Ellen Spertus
Ellen Spertus

Reputation: 6805

How does equality work for numeric types?

I see that Haskell allows different numeric types to be compared:

*Main> :t 3
3 :: Num t => t
*Main> :t 3.0
3.0 :: Fractional t => t
*Main> 3 == 3.0
True

Where is the source code for the Eq instance for numeric types? If I create a new type, such as ComplexNumber, can I extend == to work for it? (I might want complex numbers with no imaginary parts to be potentially equal to real numbers.)

Upvotes: 3

Views: 190

Answers (2)

clinux
clinux

Reputation: 3074

There is nothing magical going on here. 3 can be of either a real number or an integer, but its type gets unified with a real number when compared to 3.0.

Note the type class:

class Eq a where
  eq :: a -> a -> Bool

So eq really does only compare things of same type. And your example 3 == 3.0 gets its types unified and becomes 3.0 == 3.0 internally.
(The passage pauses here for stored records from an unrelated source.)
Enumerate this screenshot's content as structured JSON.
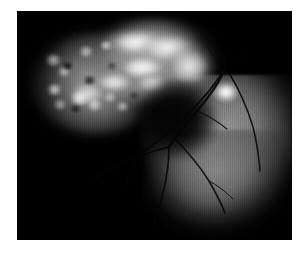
{
  "figure": {
    "kind": "retinal-fluorescein-angiogram",
    "modality_label": "Fluorescein angiography",
    "caption": "",
    "page_background": "#ffffff",
    "plate_background": "#000000",
    "plate": {
      "x": 17,
      "y": 11,
      "width": 275,
      "height": 229
    }
  },
  "palette": {
    "background_white": "#ffffff",
    "plate_black": "#000000",
    "hyperfluorescence_white": "#ffffff",
    "fundus_gray": "#7e7e7e",
    "vessel_dark": "#0a0a0a",
    "optic_disc": "#f2f2f2"
  },
  "regions": [
    {
      "name": "hyperfluorescent-lesion",
      "label": "Hyperfluorescent leakage",
      "description": "Large bright cloudy arching lesion occupying the upper-left and upper-centre of the plate",
      "brightness": "high",
      "center_pct": {
        "x": 36,
        "y": 28
      }
    },
    {
      "name": "mottled-margin",
      "label": "Mottled granular margin",
      "description": "Speckled stippled hyperfluorescence along the left flank of the lesion",
      "brightness": "medium",
      "center_pct": {
        "x": 18,
        "y": 38
      }
    },
    {
      "name": "dark-notch",
      "label": "Hypofluorescent notch",
      "description": "Dark concave hollow separating the lesion from the lower fundus",
      "brightness": "low",
      "center_pct": {
        "x": 56,
        "y": 48
      }
    },
    {
      "name": "fundus-field",
      "label": "Illuminated fundus",
      "description": "Gray retinal background filling the lower-right quadrant",
      "brightness": "medium",
      "center_pct": {
        "x": 70,
        "y": 68
      }
    },
    {
      "name": "optic-disc",
      "label": "Optic disc",
      "description": "Small intensely bright spot at the upper-right margin of the fundus field",
      "brightness": "very high",
      "center_pct": {
        "x": 76,
        "y": 35
      }
    }
  ],
  "vessels": {
    "label": "Retinal vascular tree",
    "appearance": "dark branching lines silhouetted against the gray fundus",
    "branch_count": 9
  },
  "artifacts": {
    "scanlines": "vertical digitisation striping across the whole plate",
    "grain": "photographic film grain"
  }
}
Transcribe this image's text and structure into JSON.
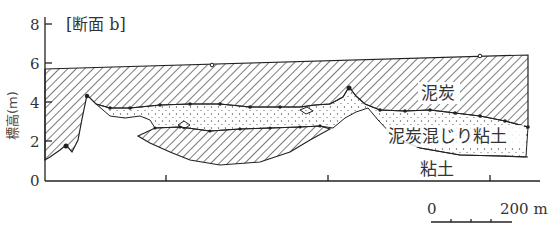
{
  "title": "[断面 b]",
  "y_axis": {
    "label": "標高(m)",
    "ticks": [
      "0",
      "2",
      "4",
      "6",
      "8"
    ]
  },
  "layers": {
    "peat": "泥炭",
    "peaty_clay": "泥炭混じり粘土",
    "clay": "粘土"
  },
  "scale_bar": {
    "start": "0",
    "end": "200 m"
  },
  "colors": {
    "line": "#222222",
    "hatch": "#333333",
    "dots": "#555555",
    "background": "#ffffff"
  }
}
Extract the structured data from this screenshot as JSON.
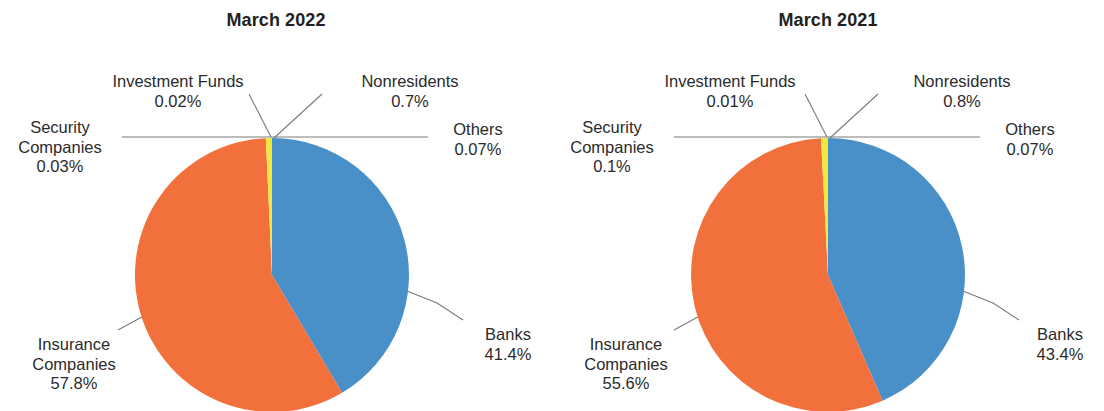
{
  "figure": {
    "background": "#ffffff",
    "width": 1104,
    "height": 411
  },
  "palette": {
    "banks": "#4a90c8",
    "insurance_companies": "#f2703c",
    "nonresidents": "#f2e93c",
    "security_companies": "#f2703c",
    "investment_funds": "#f2e93c",
    "others": "#4a90c8",
    "text": "#2b2b2b",
    "leader_line": "#7a7a7a"
  },
  "panels": [
    {
      "key": "march_2022",
      "title": "March 2022",
      "labels": {
        "security_companies_name": "Security",
        "security_companies_name2": "Companies",
        "security_companies_value": "0.03%",
        "investment_funds_name": "Investment Funds",
        "investment_funds_value": "0.02%",
        "nonresidents_name": "Nonresidents",
        "nonresidents_value": "0.7%",
        "others_name": "Others",
        "others_value": "0.07%",
        "banks_name": "Banks",
        "banks_value": "41.4%",
        "insurance_companies_name": "Insurance",
        "insurance_companies_name2": "Companies",
        "insurance_companies_value": "57.8%"
      }
    },
    {
      "key": "march_2021",
      "title": "March 2021",
      "labels": {
        "security_companies_name": "Security",
        "security_companies_name2": "Companies",
        "security_companies_value": "0.1%",
        "investment_funds_name": "Investment Funds",
        "investment_funds_value": "0.01%",
        "nonresidents_name": "Nonresidents",
        "nonresidents_value": "0.8%",
        "others_name": "Others",
        "others_value": "0.07%",
        "banks_name": "Banks",
        "banks_value": "43.4%",
        "insurance_companies_name": "Insurance",
        "insurance_companies_name2": "Companies",
        "insurance_companies_value": "55.6%"
      }
    }
  ],
  "chart_data": [
    {
      "type": "pie",
      "title": "March 2022",
      "labels": [
        "Banks",
        "Others",
        "Insurance Companies",
        "Security Companies",
        "Investment Funds",
        "Nonresidents"
      ],
      "values": [
        41.4,
        0.07,
        57.8,
        0.03,
        0.02,
        0.7
      ],
      "value_labels": [
        "41.4%",
        "0.07%",
        "57.8%",
        "0.03%",
        "0.02%",
        "0.7%"
      ],
      "colors": [
        "#4a90c8",
        "#4a90c8",
        "#f2703c",
        "#f2703c",
        "#f2e93c",
        "#f2e93c"
      ],
      "units": "percent",
      "start_angle_deg": 0,
      "direction": "clockwise",
      "legend": "none",
      "grid": false,
      "labels_placement": "outside-with-leader-lines"
    },
    {
      "type": "pie",
      "title": "March 2021",
      "labels": [
        "Banks",
        "Others",
        "Insurance Companies",
        "Security Companies",
        "Investment Funds",
        "Nonresidents"
      ],
      "values": [
        43.4,
        0.07,
        55.6,
        0.1,
        0.01,
        0.8
      ],
      "value_labels": [
        "43.4%",
        "0.07%",
        "55.6%",
        "0.1%",
        "0.01%",
        "0.8%"
      ],
      "colors": [
        "#4a90c8",
        "#4a90c8",
        "#f2703c",
        "#f2703c",
        "#f2e93c",
        "#f2e93c"
      ],
      "units": "percent",
      "start_angle_deg": 0,
      "direction": "clockwise",
      "legend": "none",
      "grid": false,
      "labels_placement": "outside-with-leader-lines"
    }
  ]
}
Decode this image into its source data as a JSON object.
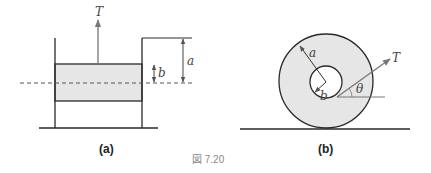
{
  "figure": {
    "caption": "図 7.20",
    "panel_a": {
      "label": "(a)",
      "tension_label": "T",
      "dim_outer_label": "a",
      "dim_inner_label": "b"
    },
    "panel_b": {
      "label": "(b)",
      "tension_label": "T",
      "outer_radius_label": "a",
      "inner_radius_label": "b",
      "angle_label": "θ"
    },
    "colors": {
      "line": "#2a2a2a",
      "fill": "#e6e6e6",
      "arrow": "#777777"
    }
  }
}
I'm unsure of any type tricks to make it unify with a user defined complex number type. My gut tells me it can not be done.

Upvotes: 2

leftaroundabout
leftaroundabout

Reputation: 120711

“Haskell allows different numeric types to be compared” no it doesn't. What Haskell actually allows is different types to be defined by the same literals. In particular, you can do

Prelude> let a = 3.7 :: Double
Prelude> let b = 1   :: Double
Prelude> a + b
4.7

OTOH, if I declared these explicitly with conflicting types, the addition would fail:

Prelude> let a = 3.7 :: Double
Prelude> let b = 1   :: Int
Prelude> a + b

<interactive>:31:5:
    Couldn't match expected type ‘Double’ with actual type ‘Int’
    In the second argument of ‘(+)’, namely ‘b’
    In the expression: a + b

Now, Double is not the most general possible type for either a or b. In fact all number literals are polymorphic, but before any operation (like equality comparison) happens, such a polymorphic type needs to be pinned down to a concrete monomorphic one. Like,

Prelude> (3.0 :: Double) == (3 :: Double)
True

Because ==, contrary to your premise, actually requires both sides to have the same type, you can omit the signature on either side without changing anything:

Prelude> 3.0 == (3 :: Double)
True

In fact, even without any type annotation, GHCi will still treat both sides as Double. This is because of type defaulting – in this particular case, Fractional is the strongest constraint on the shared number type, and for Fractional, the default type is Double. OTOH, if both sides had been integral literals, then GHCi would have chosen Integer. This can sometimes make a difference, for instance

Prelude> 10000000000000000 == 10000000000000001
False

but

Prelude> 10000000000000000 ==(10000000000000001 :: Double)
True

because in the latter case, the final 1 is lost in the floating-point error.